Another challenge is time management. How do busy, talented faculty members find time for teaching - and its accompanying preparation and follow-up - in addition to committee work? The logistics are not just the disparity of class sizes.
One avenue of evolution is the education of all faculty members as well as students. In this the committee has proven resourceful, and they remain unflagging in their pursuit of “getting it right,” and eventually crafting n a plan to submit a curriculum proposal. According to Dr. Casser, an early, defining moment for the committee was when members told one another, ‘I have no idea what you do.’ She says, “This prompted rich, emerging discussions,” as colleagues began to achieve a more detailed understanding of what takes place in the other programs and professions. A deeper understanding has developed that will ultimately create better lessons in patient-care collaboration.
The committee presented an IPE workshop during a University summer faculty development day that included a Jeopardy-like game of “Who are we and what do we do?” as well as a demonstration of collaborative patient care. The members continue the work of peer-to-peer education with poster presentations at other institutions and are working on a webpage for the University website.
Dr. Aravamudhan mentions the exploration of leadership training as a possible IPE core course for the students as a potential future initiative. The committee has accomplished much, especially when one considers that there are no resources or formal IPE office. Members continue to collaborate on IPE initiatives and Dr. Casser says they all share a pride in the committee’s accomplishments thus far.
The University is in a unique position to implement IPE courses within the depth and breadth of its on-campus programs. As Dr. Aravamudhan says, “This (IPE) is the future. We have a beautiful chance right now to do it correctly, or we will be forced to do it in the near future.” Many healthcare educational institutions now focus on teaching their students to become patient-centered, something PCO and now Salus have done for some time. It will be no surprise to see Salus take the lead in interprofessional education.
The IPE journey of discovery for the optimum methods of dissemination among Salus students has proven exhilarating for the participants. The energy, stimulating atmosphere and enthusiasm for interdisciplinary knowledge found in the faculty and students in 1978 at the Feinbloom Center at The Eye Institute has come full circle. The destination – graduates who are confident leaders and contributing members of patient healthcare and education teams - cannot be far away.
*definition: Flipped learning is a pedagogical approach in which direct instruction moves from the group learning space to the individual learning space, and the resulting group space is transformed into a dynamic, interactive learning environment where the educator guides students as they apply concepts and engage creatively in the subject matter.

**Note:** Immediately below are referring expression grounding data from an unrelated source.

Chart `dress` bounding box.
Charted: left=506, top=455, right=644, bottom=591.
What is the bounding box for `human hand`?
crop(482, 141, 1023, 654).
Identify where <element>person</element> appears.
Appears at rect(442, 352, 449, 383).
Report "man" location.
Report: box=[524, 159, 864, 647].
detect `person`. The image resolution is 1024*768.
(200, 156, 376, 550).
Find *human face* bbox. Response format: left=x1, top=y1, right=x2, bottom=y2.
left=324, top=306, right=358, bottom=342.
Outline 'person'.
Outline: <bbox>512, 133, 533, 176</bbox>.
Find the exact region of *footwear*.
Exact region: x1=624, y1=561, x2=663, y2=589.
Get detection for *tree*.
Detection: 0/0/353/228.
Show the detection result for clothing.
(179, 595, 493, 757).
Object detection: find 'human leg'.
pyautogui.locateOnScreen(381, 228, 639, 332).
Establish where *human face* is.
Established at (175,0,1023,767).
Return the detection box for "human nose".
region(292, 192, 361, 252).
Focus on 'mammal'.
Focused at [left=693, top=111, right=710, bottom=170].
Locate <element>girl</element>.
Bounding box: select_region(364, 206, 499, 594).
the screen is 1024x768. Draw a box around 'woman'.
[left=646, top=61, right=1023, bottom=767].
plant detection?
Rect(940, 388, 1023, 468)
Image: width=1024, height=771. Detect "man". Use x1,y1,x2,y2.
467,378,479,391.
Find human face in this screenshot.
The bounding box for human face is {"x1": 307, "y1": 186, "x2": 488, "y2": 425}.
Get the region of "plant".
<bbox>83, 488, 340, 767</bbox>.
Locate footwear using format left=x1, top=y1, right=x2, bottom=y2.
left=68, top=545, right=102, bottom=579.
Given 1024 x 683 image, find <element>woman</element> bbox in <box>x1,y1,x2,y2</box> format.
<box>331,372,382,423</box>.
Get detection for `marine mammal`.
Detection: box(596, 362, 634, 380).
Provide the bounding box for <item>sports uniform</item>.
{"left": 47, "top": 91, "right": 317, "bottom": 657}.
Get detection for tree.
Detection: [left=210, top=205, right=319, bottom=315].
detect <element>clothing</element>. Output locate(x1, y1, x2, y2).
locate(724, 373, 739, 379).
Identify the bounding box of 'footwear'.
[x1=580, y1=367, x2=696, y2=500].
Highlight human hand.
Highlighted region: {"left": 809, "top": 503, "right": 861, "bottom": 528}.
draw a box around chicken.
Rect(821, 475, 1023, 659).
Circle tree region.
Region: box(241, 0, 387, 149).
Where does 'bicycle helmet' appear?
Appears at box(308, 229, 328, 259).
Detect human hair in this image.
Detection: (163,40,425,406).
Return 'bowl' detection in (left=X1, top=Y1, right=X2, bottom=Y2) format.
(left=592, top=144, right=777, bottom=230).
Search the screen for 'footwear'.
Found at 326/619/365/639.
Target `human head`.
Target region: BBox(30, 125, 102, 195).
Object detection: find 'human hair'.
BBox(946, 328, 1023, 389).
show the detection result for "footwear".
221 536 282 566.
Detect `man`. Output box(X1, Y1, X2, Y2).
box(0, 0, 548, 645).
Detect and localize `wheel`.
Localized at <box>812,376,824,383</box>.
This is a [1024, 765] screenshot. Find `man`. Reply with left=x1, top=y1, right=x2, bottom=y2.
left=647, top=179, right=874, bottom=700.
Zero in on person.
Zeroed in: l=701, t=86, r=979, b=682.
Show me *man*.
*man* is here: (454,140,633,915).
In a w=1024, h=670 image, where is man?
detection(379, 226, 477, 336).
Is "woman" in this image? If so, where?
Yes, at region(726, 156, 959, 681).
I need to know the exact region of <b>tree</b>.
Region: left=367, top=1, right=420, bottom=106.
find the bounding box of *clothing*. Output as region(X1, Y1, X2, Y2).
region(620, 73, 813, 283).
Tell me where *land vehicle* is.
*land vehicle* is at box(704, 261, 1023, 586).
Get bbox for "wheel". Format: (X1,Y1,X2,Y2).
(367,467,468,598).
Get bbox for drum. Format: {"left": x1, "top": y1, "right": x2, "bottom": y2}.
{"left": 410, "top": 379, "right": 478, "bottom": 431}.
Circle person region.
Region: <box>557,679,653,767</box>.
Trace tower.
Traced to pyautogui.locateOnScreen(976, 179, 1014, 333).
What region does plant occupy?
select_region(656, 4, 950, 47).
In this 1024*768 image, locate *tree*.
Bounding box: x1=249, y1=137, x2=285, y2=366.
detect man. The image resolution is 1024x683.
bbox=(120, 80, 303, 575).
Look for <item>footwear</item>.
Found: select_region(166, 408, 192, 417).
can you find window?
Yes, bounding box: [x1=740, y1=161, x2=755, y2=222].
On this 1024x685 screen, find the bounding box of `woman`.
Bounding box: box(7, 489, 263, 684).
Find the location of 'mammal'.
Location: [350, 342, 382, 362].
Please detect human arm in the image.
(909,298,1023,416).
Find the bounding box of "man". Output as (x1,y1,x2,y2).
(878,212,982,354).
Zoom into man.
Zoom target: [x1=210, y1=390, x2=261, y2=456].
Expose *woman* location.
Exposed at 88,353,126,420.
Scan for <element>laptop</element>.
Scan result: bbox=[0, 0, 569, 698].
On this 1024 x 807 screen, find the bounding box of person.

**definition: Inductive learning is a teaching strategy that emphasizes the importance of developing a student's evidence-gathering and critical-thinking skills. By first presenting students with examples of how a particular concept is used, the instructor allows the students to reach the correct conclusion, with the intent that the students will eventually notice a pattern within the examples given.
This article would not have been possible without the input of many people. Special thanks to the following for their assistance, insights and time: Dr. Radhika Aravamudhan; Dr. Richard Brilliant; Dr. Linda Casser; Dr. Anthony Di Stefano; Dr. Caitlyn Foy; Dr. Duane Geruschat; Dr. Kathleen Huebner; Dr. Thomas Lewis; Dr. Michael Mittelman; Dr. Janice Scharre; Dr. Barbara Schwartz-Bechet; Mr. Robert Serianni; Dr. Audrey Smith and Dr. Melissa Vitek.